Thursday, October 20, 2011

Shoo Vampire!

It's cold and rainy and almost Halloween ... and for his birthday Brett has requested a remedy to all of that: Shoo Vampire Soup! I make it every year, and every year I have to google it because I don't have it written down. And when I do find it online, it seems that the posters always scale the garlic waaaaaaaay back - and I wonder: how can it keep the vampires away with those little amounts of garlic? Here is the one and only, with correct amounts of garlic, from Martha Stewart Living.

Shoo Vampire Soup
serves 8 to 10

5 heads of garlic (that is an entire bulb, not just one teeny tiny clove!)
2 tablespoons unsalted butter
4 leeks, white and pale green parts only, thinly sliced, well washed
8 sprigs fresh thyme
8 springs fresh flat leaf parsley
1 tablespoon whole black peppercorns
1 dried bay leaf
2 pounds Yukon gold potatoes, peeled and cut into 1-ince dice
4 fourteen-and-a-half-ounce cans low sodium chicken stock or 7 cups homemade chicken stock
1/4 cup Marsala wine
1 cup heavy cream
2 teaspoons coarse salt
1 teaspoon freshly ground black pepper
1/2 teaspoon freshly grated nutmeg
8 to 10 slices pumpernickel bread
3/4 cup freshly grated Parmesan cheese
Snipped chives, for garnish

1. Preheat oven to 450 degrees. Wrap 3 heads of garlic in aluminum foil; roast for 45 minutes. Let cool, halve crosswise, and squeeze garlic from cloves. Reserve garlic puree, discarding papery skins. Peel remaining 2 heads of garlic.
2.
In a 6-quart stockpot, melt butter over medium-low heat. Add leeks and garlic cloves; stirring frequently cook until translucent but not browned, 20 to 25 minutes. Wrap thyme, parsley, peppercorns, and bay leaf in a piece of cheesecloth; tie with kitchen twine. Add to pot along with potatoes, stock, and garlic puree. Raise heat to medium; simmer until potatoes are tender, 25 to 30 minutes. Discard cheesecloth bundle. Pass soup through a food mill fitted with a fine disk. Discard solids; return soup to pot. Add wine; simmer over medium-low heat, about 15 minutes. Stir in cream; season with salt, pepper, and nutmeg.
3. Cut bread with cat-shaped cookie cutter. Place on baking sheet; toast in over, 3 to 4 minutes. Serve soup in bowls; garnish with Parmesan, chives, and black-cat toasts.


What is needed is an exact retyping of each entry, pictures excluded.
+--
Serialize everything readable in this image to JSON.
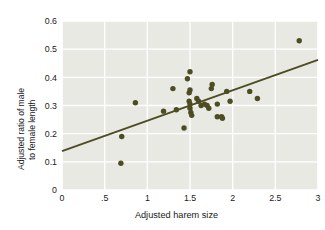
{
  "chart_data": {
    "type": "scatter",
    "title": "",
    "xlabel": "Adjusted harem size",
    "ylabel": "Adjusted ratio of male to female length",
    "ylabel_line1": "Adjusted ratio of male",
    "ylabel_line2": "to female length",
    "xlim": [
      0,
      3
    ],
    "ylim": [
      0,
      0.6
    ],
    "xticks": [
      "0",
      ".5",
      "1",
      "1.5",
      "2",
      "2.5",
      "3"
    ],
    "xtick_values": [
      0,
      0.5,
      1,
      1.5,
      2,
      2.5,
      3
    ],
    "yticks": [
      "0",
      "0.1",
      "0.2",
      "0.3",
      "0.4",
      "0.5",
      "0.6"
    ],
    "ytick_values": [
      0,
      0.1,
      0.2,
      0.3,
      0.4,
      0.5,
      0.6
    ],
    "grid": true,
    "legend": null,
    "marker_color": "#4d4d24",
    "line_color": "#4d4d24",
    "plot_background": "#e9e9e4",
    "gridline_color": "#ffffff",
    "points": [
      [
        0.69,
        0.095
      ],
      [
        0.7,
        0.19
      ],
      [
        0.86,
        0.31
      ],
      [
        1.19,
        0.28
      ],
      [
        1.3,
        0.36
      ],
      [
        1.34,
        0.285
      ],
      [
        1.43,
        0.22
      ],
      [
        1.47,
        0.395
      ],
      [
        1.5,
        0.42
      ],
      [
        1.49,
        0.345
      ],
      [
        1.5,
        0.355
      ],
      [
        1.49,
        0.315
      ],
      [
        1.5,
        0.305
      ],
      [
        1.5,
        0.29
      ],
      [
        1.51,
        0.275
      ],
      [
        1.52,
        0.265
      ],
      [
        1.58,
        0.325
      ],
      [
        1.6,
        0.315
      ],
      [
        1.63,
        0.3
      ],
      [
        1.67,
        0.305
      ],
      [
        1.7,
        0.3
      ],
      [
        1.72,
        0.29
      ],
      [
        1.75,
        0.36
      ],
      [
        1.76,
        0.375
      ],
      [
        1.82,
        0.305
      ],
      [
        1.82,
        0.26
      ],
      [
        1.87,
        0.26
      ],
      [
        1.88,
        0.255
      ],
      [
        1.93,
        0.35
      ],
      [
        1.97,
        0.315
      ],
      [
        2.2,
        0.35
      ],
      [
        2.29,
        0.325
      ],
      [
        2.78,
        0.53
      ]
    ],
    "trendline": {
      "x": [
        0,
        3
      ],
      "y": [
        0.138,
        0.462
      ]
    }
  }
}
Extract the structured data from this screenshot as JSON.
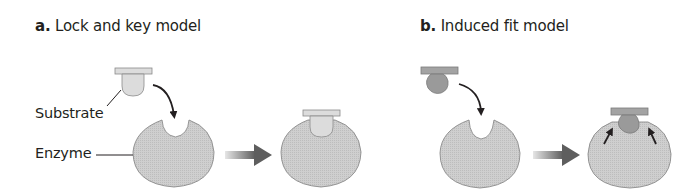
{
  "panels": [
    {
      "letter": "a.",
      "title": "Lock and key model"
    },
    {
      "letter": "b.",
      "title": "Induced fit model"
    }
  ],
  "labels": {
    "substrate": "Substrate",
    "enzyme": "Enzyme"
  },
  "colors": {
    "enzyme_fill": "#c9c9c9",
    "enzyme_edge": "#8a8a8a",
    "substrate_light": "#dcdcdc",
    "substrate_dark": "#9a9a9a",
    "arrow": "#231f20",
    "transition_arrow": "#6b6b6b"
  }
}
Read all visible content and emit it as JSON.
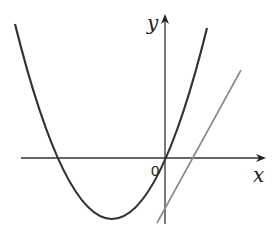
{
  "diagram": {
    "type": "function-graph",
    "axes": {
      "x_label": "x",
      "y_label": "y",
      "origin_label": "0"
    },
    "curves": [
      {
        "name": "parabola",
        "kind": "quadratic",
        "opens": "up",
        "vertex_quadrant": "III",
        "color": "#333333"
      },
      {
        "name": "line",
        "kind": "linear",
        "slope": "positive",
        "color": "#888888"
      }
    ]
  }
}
+--
## Response to the task
Serialize everything readable in this image to JSON.
{
  "chart_data": {
    "type": "scatter",
    "title": "",
    "xlabel": "Adjusted harem size",
    "ylabel": "Adjusted ratio of male to female length",
    "ylabel_line1": "Adjusted ratio of male",
    "ylabel_line2": "to female length",
    "xlim": [
      0,
      3
    ],
    "ylim": [
      0,
      0.6
    ],
    "xticks": [
      "0",
      ".5",
      "1",
      "1.5",
      "2",
      "2.5",
      "3"
    ],
    "xtick_values": [
      0,
      0.5,
      1,
      1.5,
      2,
      2.5,
      3
    ],
    "yticks": [
      "0",
      "0.1",
      "0.2",
      "0.3",
      "0.4",
      "0.5",
      "0.6"
    ],
    "ytick_values": [
      0,
      0.1,
      0.2,
      0.3,
      0.4,
      0.5,
      0.6
    ],
    "grid": true,
    "legend": null,
    "marker_color": "#4d4d24",
    "line_color": "#4d4d24",
    "plot_background": "#e9e9e4",
    "gridline_color": "#ffffff",
    "points": [
      [
        0.69,
        0.095
      ],
      [
        0.7,
        0.19
      ],
      [
        0.86,
        0.31
      ],
      [
        1.19,
        0.28
      ],
      [
        1.3,
        0.36
      ],
      [
        1.34,
        0.285
      ],
      [
        1.43,
        0.22
      ],
      [
        1.47,
        0.395
      ],
      [
        1.5,
        0.42
      ],
      [
        1.49,
        0.345
      ],
      [
        1.5,
        0.355
      ],
      [
        1.49,
        0.315
      ],
      [
        1.5,
        0.305
      ],
      [
        1.5,
        0.29
      ],
      [
        1.51,
        0.275
      ],
      [
        1.52,
        0.265
      ],
      [
        1.58,
        0.325
      ],
      [
        1.6,
        0.315
      ],
      [
        1.63,
        0.3
      ],
      [
        1.67,
        0.305
      ],
      [
        1.7,
        0.3
      ],
      [
        1.72,
        0.29
      ],
      [
        1.75,
        0.36
      ],
      [
        1.76,
        0.375
      ],
      [
        1.82,
        0.305
      ],
      [
        1.82,
        0.26
      ],
      [
        1.87,
        0.26
      ],
      [
        1.88,
        0.255
      ],
      [
        1.93,
        0.35
      ],
      [
        1.97,
        0.315
      ],
      [
        2.2,
        0.35
      ],
      [
        2.29,
        0.325
      ],
      [
        2.78,
        0.53
      ]
    ],
    "trendline": {
      "x": [
        0,
        3
      ],
      "y": [
        0.138,
        0.462
      ]
    }
  }
}
Extract the structured data from this screenshot as JSON.
{
  "panels": [
    {
      "letter": "a.",
      "title": "Lock and key model"
    },
    {
      "letter": "b.",
      "title": "Induced fit model"
    }
  ],
  "labels": {
    "substrate": "Substrate",
    "enzyme": "Enzyme"
  },
  "colors": {
    "enzyme_fill": "#c9c9c9",
    "enzyme_edge": "#8a8a8a",
    "substrate_light": "#dcdcdc",
    "substrate_dark": "#9a9a9a",
    "arrow": "#231f20",
    "transition_arrow": "#6b6b6b"
  }
}
Read all visible content and emit it as JSON.
{
  "diagram": {
    "type": "function-graph",
    "axes": {
      "x_label": "x",
      "y_label": "y",
      "origin_label": "0"
    },
    "curves": [
      {
        "name": "parabola",
        "kind": "quadratic",
        "opens": "up",
        "vertex_quadrant": "III",
        "color": "#333333"
      },
      {
        "name": "line",
        "kind": "linear",
        "slope": "positive",
        "color": "#888888"
      }
    ]
  }
}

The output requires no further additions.